Reputation: 99
I'm working on a class that generates a PDF using Prawn gem. I have some similar methods. All of them start with the same line. Here is the code:
module PDFGenerator
class MatchTeamInfo
include Prawn::View
def initialize(match)
@match = match
@output = Prawn::Document.new page_layout: :landscape
defaults
header
footer
end
def render
@output.render
end
def defaults
@output.instance_exec do
font_size 16
text 'hola'
end
end
def header
@output.instance_exec do
bounding_box [bounds.left, bounds.top], :width => bounds.width do
text "Fulbo", align: :center, size: 32
stroke_horizontal_rule
move_down(5)
end
end
end
def footer
@output.instance_exec do
bounding_box [bounds.left, bounds.bottom + 25], :width => bounds.width do
stroke_horizontal_rule
move_down(5)
text "Tu sitio favorito!", align: :center
end
end
end
end
end
Is there a way to avoid @output.instance_exec
in every method and use something like blocks? I tried it, but I can't get it work. Can I do something like this?
def apply
@output.instance_exec do
yield
end
end
How am I supposed to define the code blocks?
Upvotes: 1
Views: 74
Reputation: 114138
You can define a method document
that returns a Prawn::Document
instance.
Prawn::View
will then delegated the method calls to that document. Here's an example:
module PDFGenerator
class MatchTeamInfo
include Prawn::View
def initialize(match)
@match = match
defaults
header
footer
end
def document
@document ||= Prawn::Document.new page_layout: :landscape
end
def defaults
font_size 16
text 'hola'
end
def header
bounding_box [bounds.left, bounds.top], :width => bounds.width do
text "Fulbo", align: :center, size: 32
stroke_horizontal_rule
move_down(5)
end
end
def footer
bounding_box [bounds.left, bounds.bottom + 25], :width => bounds.width do
stroke_horizontal_rule
move_down(5)
text "Tu sitio favorito!", align: :center
end
end
end
end
Example usage:
pdf = PDFGenerator::MatchTeamInfo.new(nil)
pdf.save_as('team_info.pdf')
Output: (converted to PNG)
Upvotes: 2
Reputation: 120990
First of all, you need to make all helper methods to return lambda
instance:
def defaults
lambda do
font_size 16
text 'hola'
end
end
Now you might pass lambdas returned by your helpers to instance_exec
. To acknowledge it about “this is code block rather than regular param,” lambda is to be prefixed with ampersand:
def apply
# ⇓ NB! codeblock is passed!
@output.instance_exec &defaults
end
If you want to pass a codeblock to apply
, you should re-pass it to instance_exec
. Unfortunately I know no way to re-pass it using yield
keyword, but here is a trick: Proc.new
called without parameters inside a method that was called with a codeblock given, is instantiated with this codeblock, so here you go:
def apply
raise 'Codeblock expected' unless block_given?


WORK ORDER: Skip the pictures, and retype the data below in full, exactly.

PROVIDED RECORDS:
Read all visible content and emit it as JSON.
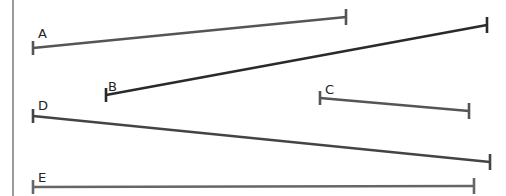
{
  "diagram": {
    "border": {
      "x": 13,
      "color": "#9a9a9a"
    },
    "segments": [
      {
        "id": "A",
        "label": "A",
        "x1": 33,
        "y1": 48,
        "x2": 346,
        "y2": 17,
        "color": "#555555",
        "label_x": 38,
        "label_y": 38
      },
      {
        "id": "B",
        "label": "B",
        "x1": 106,
        "y1": 95,
        "x2": 487,
        "y2": 25,
        "color": "#2a2a2a",
        "label_x": 108,
        "label_y": 91
      },
      {
        "id": "C",
        "label": "C",
        "x1": 320,
        "y1": 98,
        "x2": 469,
        "y2": 111,
        "color": "#555555",
        "label_x": 325,
        "label_y": 94
      },
      {
        "id": "D",
        "label": "D",
        "x1": 33,
        "y1": 116,
        "x2": 490,
        "y2": 162,
        "color": "#444444",
        "label_x": 38,
        "label_y": 110
      },
      {
        "id": "E",
        "label": "E",
        "x1": 33,
        "y1": 187,
        "x2": 474,
        "y2": 186,
        "color": "#666666",
        "label_x": 38,
        "label_y": 182
      }
    ]
  }
}
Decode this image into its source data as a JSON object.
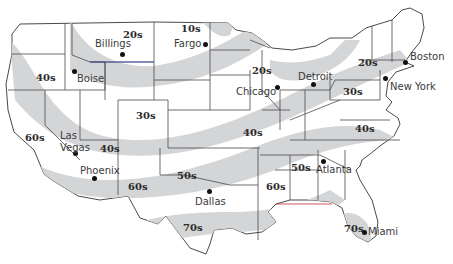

TASK RESPONSE:
Read all visible content and emit it as JSON.
{
  "diagram": {
    "border": {
      "x": 13,
      "color": "#9a9a9a"
    },
    "segments": [
      {
        "id": "A",
        "label": "A",
        "x1": 33,
        "y1": 48,
        "x2": 346,
        "y2": 17,
        "color": "#555555",
        "label_x": 38,
        "label_y": 38
      },
      {
        "id": "B",
        "label": "B",
        "x1": 106,
        "y1": 95,
        "x2": 487,
        "y2": 25,
        "color": "#2a2a2a",
        "label_x": 108,
        "label_y": 91
      },
      {
        "id": "C",
        "label": "C",
        "x1": 320,
        "y1": 98,
        "x2": 469,
        "y2": 111,
        "color": "#555555",
        "label_x": 325,
        "label_y": 94
      },
      {
        "id": "D",
        "label": "D",
        "x1": 33,
        "y1": 116,
        "x2": 490,
        "y2": 162,
        "color": "#444444",
        "label_x": 38,
        "label_y": 110
      },
      {
        "id": "E",
        "label": "E",
        "x1": 33,
        "y1": 187,
        "x2": 474,
        "y2": 186,
        "color": "#666666",
        "label_x": 38,
        "label_y": 182
      }
    ]
  }
}
Decode this image into its source data as a JSON object.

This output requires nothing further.